FigureAsia 35 Under 35 · Healthcare
Levana Sani
Age 33 · Pharmacogenomics and precision medicine · Singapore and Jakarta
Founder behind a pharmacogenomics programme spanning real-world outpatient feasibility and a 1,500-patient precision-prescribing initiative.
- Approximate age at 31 December 2025
- 33
- Field
- Healthcare
- Country or region
- Singapore and Jakarta
- FigureAsia U35 Assessment
- 90.0 / 100
Profile
Career and documented record
Levana Sani has spent years addressing an imbalance in precision medicine: drug-response evidence and commercial tests have been shaped disproportionately by populations outside Southeast Asia. In 2025, a real-world outpatient feasibility study examined how pharmacogenomic testing could be introduced into clinical workflows, documenting practical questions around sampling, interpretation and clinician use rather than treating a genetic report as a self-executing intervention.
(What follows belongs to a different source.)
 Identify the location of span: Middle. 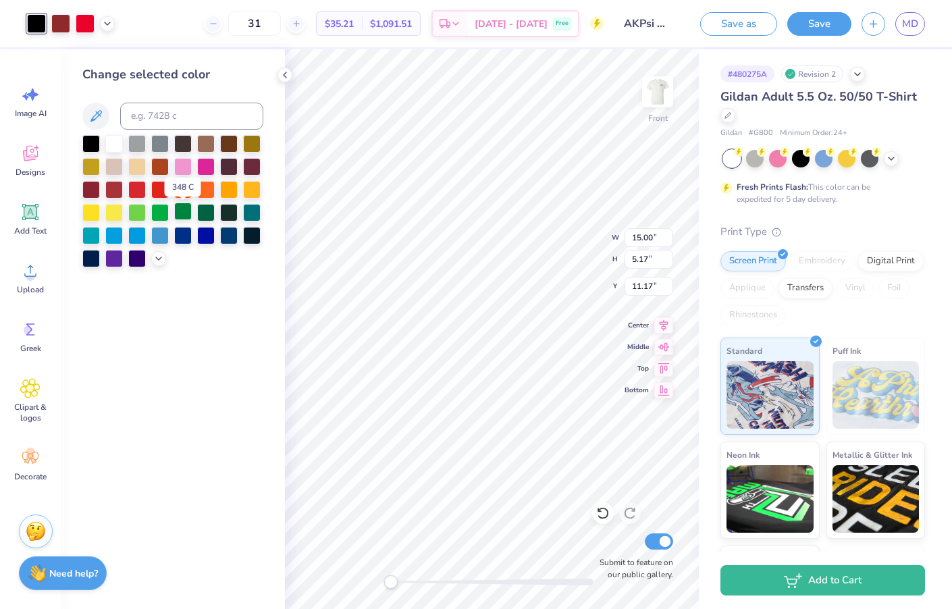
(637, 347).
Her company also advanced PRECISE-CIP, a programme designed around 1,500 patients and the use of genetic information to guide medication choice. The work sits between laboratory testing, software interpretation and the realities of prescribing in Asian health systems. Sani's personal agency is unusually direct: trained as a scientist, she cofounded the company, led its market and evidence strategy, and has sustained a public partnership with Indonesia's health authorities around genomic capacity.
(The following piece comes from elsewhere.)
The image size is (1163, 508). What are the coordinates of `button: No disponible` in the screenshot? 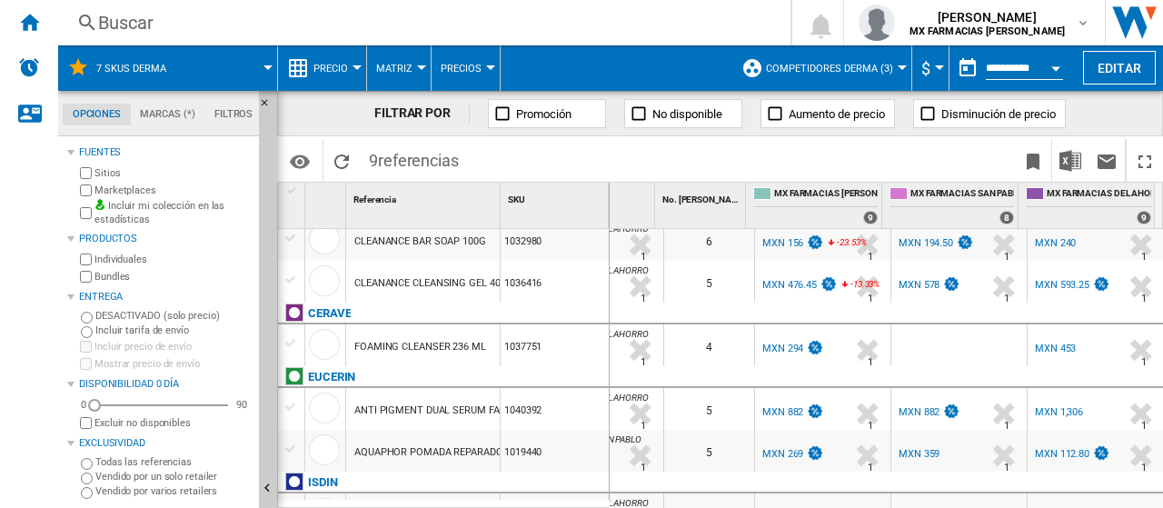 It's located at (683, 114).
The programme should not be read as proof that every tested patient experienced a better outcome. Public evidence is stronger on feasibility, implementation and cohort building than on randomized clinical benefit. Its importance lies in creating an Asia-specific evidence base and care pathway where none can be assumed from Western datasets.
FigureAsia selection
Why Levana Sani is on the list
FigureAsia selected Sani because she has joined population representation to clinical implementation. The 2025–2026 record moves pharmacogenomics from a scientific argument into outpatient workflow and a sizeable regional programme. Her score rewards access, agency and Asian significance; it remains conservative on impact because clinical outcome and cost-effectiveness evidence is still developing.
Verified work
The 2025–26 record
Principal milestone
1,500-patient precision-prescribing programme
Evidence record
Peer-reviewed 2025 outpatient feasibility study
Scale or implementation
Formal genomic-development collaboration with Indonesia's health ministry
Field context
The work in its field
Within pharmacogenomics and precision medicine, the relevant test is whether a result can survive scrutiny of maturity, attribution, validity and practical fit. That distinction matters: completed evidence is not projected benefit, and individual responsibility is not interchangeable with the wider team’s achievement.
FigureAsia U35 Assessment
Assessment breakdown
90.0out of 100
Substantive 2025–2026 contribution
18 / 20
The score reflects completed 2025–26 work in pharmacogenomics and precision medicine, assessed at the documented maturity of clinical implementation and cohort development.
Verified impact
13.5 / 15
Impact credit is limited to the measured study, regulatory, implementation or operating record stated in the profile; unsupported patient benefit is excluded.
Originality and distinction
8 / 10
The work creates or materially advances a distinctive capability within pharmacogenomics and precision medicine rather than relying on title or institutional association.
Field and industry influence
8 / 10
The assessment recognises demonstrated effects on research, product development, care delivery or professional practice, with publicity alone carrying no weight.
Individual agency
10 / 10
Named authorship and the documented role of Cofounder and Chief Executive Officer establish individual responsibility while preserving credit for collaborators.
Durability and trajectory
4.5 / 5
The cited work forms part of a continuing programme, platform or research trajectory rather than a single uncompleted announcement.
Asian significance and global relevance
5 / 5
The Asian connection is material to the person's identity, operating base or populations served: Indonesian scientist and founder building pharmacogenomics infrastructure in Southeast Asia.
Clinical and scientific validity
6.3 / 7
Clinical and scientific validity is calibrated to clinical implementation and cohort development, with the profile retaining the evidence boundary attached to the result.
Safety, quality and responsible governance
6.3 / 7
Safety and governance credit reflects accurate regulatory language, study limitations, data stewardship and the refusal to turn early evidence into clinical certainty.
Translation and care-pathway fit
5.4 / 6
The work is scored for its demonstrated fit with a laboratory, regulatory, clinical, operational or public-health pathway, not for projected future adoption.
Access, equity and resource stewardship
5 / 5
Access credit reflects documented reach, capacity, affordability or inclusion while distinguishing service volume from proven clinical outcome.